Elasticsearch is not a relational system, so there is no natural direct mapping to relational database concepts. You need to model data in Elasticsearch based on how you want to be able to query it. This talk and this chapter from the Definitive Guide might be useful.

Which version of Elasticsearch are you using?

ES 2.x

Then I think the only way is to change the way you model your data and avoid the excessive use of types.

now,
i will migrate each type to indices ?
so,we have too many indices(10K+)。its ok ?

Having a very large number of small indices/shards is can also be very inefficient as it uses up a lot of resources and also results in very large mappings, especially for a small cluster. Can you tell us a bit more about the size and nature of your data? What is it you are looking to achieve?

in this blog. https://www.elastic.co/blog/found-multi-tenancy

tell us use multi indices for multi tenancy.

we have about
500G data
32G*6 memory
8 *6 CPU Cores.
10k+ indices(a business user is a indices).
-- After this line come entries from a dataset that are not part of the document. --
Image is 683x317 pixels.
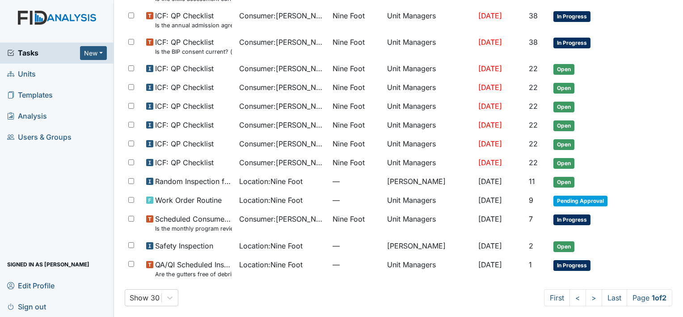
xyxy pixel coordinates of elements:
a: < [570,289,586,306]
span: ICF: QP Checklist Is the BIP consent current? (document the date, BIP number in the comment section) [155,37,232,56]
span: In Progress [554,214,591,225]
span: Nine Foot [333,82,365,93]
td: Unit Managers [384,116,475,135]
span: Page [627,289,673,306]
span: Nine Foot [333,157,365,168]
span: Consumer : [PERSON_NAME] [239,10,325,21]
span: Consumer : [PERSON_NAME] [239,213,325,224]
td: Unit Managers [384,59,475,78]
td: Unit Managers [384,255,475,282]
span: [DATE] [479,11,502,20]
span: Nine Foot [333,213,365,224]
span: 22 [529,158,538,167]
td: [PERSON_NAME] [384,237,475,255]
span: Nine Foot [333,10,365,21]
td: Unit Managers [384,97,475,116]
span: In Progress [554,260,591,271]
span: Analysis [7,109,47,123]
button: New [80,46,107,60]
span: [DATE] [479,102,502,110]
span: Consumer : [PERSON_NAME] [239,37,325,47]
span: Nine Foot [333,63,365,74]
span: ICF: QP Checklist Is the annual admission agreement current? (document the date in the comment se... [155,10,232,30]
span: ICF: QP Checklist [155,82,214,93]
small: Is the annual admission agreement current? (document the date in the comment section) [155,21,232,30]
span: — [333,259,380,270]
span: 9 [529,195,534,204]
span: Open [554,64,575,75]
span: Consumer : [PERSON_NAME] [239,63,325,74]
span: [DATE] [479,83,502,92]
span: 22 [529,83,538,92]
span: Random Inspection for AM [155,176,232,186]
span: Scheduled Consumer Chart Review Is the monthly program review completed by the 15th of the previo... [155,213,232,233]
span: 2 [529,241,534,250]
span: 11 [529,177,535,186]
span: 1 [529,260,532,269]
span: 38 [529,38,538,47]
span: [DATE] [479,64,502,73]
span: Signed in as [PERSON_NAME] [7,257,89,271]
strong: 1 of 2 [652,293,667,302]
td: Unit Managers [384,191,475,210]
span: Location : Nine Foot [239,195,303,205]
span: Work Order Routine [155,195,222,205]
span: — [333,176,380,186]
span: Consumer : [PERSON_NAME] [239,101,325,111]
nav: task-pagination [544,289,673,306]
a: Last [602,289,627,306]
span: 7 [529,214,533,223]
span: Pending Approval [554,195,608,206]
span: [DATE] [479,214,502,223]
span: [DATE] [479,158,502,167]
span: 22 [529,120,538,129]
span: Consumer : [PERSON_NAME] [239,157,325,168]
span: [DATE] [479,38,502,47]
a: First [544,289,570,306]
span: Open [554,102,575,112]
span: 38 [529,11,538,20]
td: [PERSON_NAME] [384,172,475,191]
span: Consumer : [PERSON_NAME] [239,138,325,149]
span: Templates [7,88,53,102]
span: — [333,240,380,251]
a: Tasks [7,47,80,58]
span: In Progress [554,38,591,48]
span: ICF: QP Checklist [155,119,214,130]
span: ICF: QP Checklist [155,138,214,149]
span: QA/QI Scheduled Inspection Are the gutters free of debris? [155,259,232,278]
span: Open [554,241,575,252]
span: Consumer : [PERSON_NAME] [239,82,325,93]
small: Is the BIP consent current? (document the date, BIP number in the comment section) [155,47,232,56]
span: [DATE] [479,260,502,269]
small: Are the gutters free of debris? [155,270,232,278]
span: ICF: QP Checklist [155,101,214,111]
span: [DATE] [479,195,502,204]
td: Unit Managers [384,78,475,97]
span: Open [554,120,575,131]
span: In Progress [554,11,591,22]
span: Safety Inspection [155,240,213,251]
span: [DATE] [479,120,502,129]
span: 22 [529,102,538,110]
td: Unit Managers [384,7,475,33]
td: Unit Managers [384,153,475,172]
span: — [333,195,380,205]
span: Edit Profile [7,278,55,292]
span: Location : Nine Foot [239,259,303,270]
span: Consumer : [PERSON_NAME] [239,119,325,130]
span: [DATE] [479,177,502,186]
span: Open [554,139,575,150]
td: Unit Managers [384,33,475,59]
span: Sign out [7,299,46,313]
span: Nine Foot [333,138,365,149]
div: Show 30 [130,292,160,303]
small: Is the monthly program review completed by the 15th of the previous month? [155,224,232,233]
td: Unit Managers [384,135,475,153]
span: Nine Foot [333,37,365,47]
span: Users & Groups [7,130,72,144]
span: Location : Nine Foot [239,176,303,186]
span: 22 [529,139,538,148]
a: > [586,289,602,306]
It may work as long as you have a large enough cluster and make sure that you only have 1 shard and 1 replica per index. In addition to giving the one user her index example, the blog post also points out the issues with having very large number of indices and shards and how this will not scale as each shard has a certain amount of overhead.. 10000 users will with this model give you 10000 indices and 20000 shards, which is quite a lot but might work on a reasonably sized cluster. I would however be concerned with this model if this number is expected to grow considerably as having lots of very small shards is very inefficient. You may want to read this blog post as well.

tanks,
i will be testing this model(one user one indices) in my real case.
and i will report this topic if its has problem.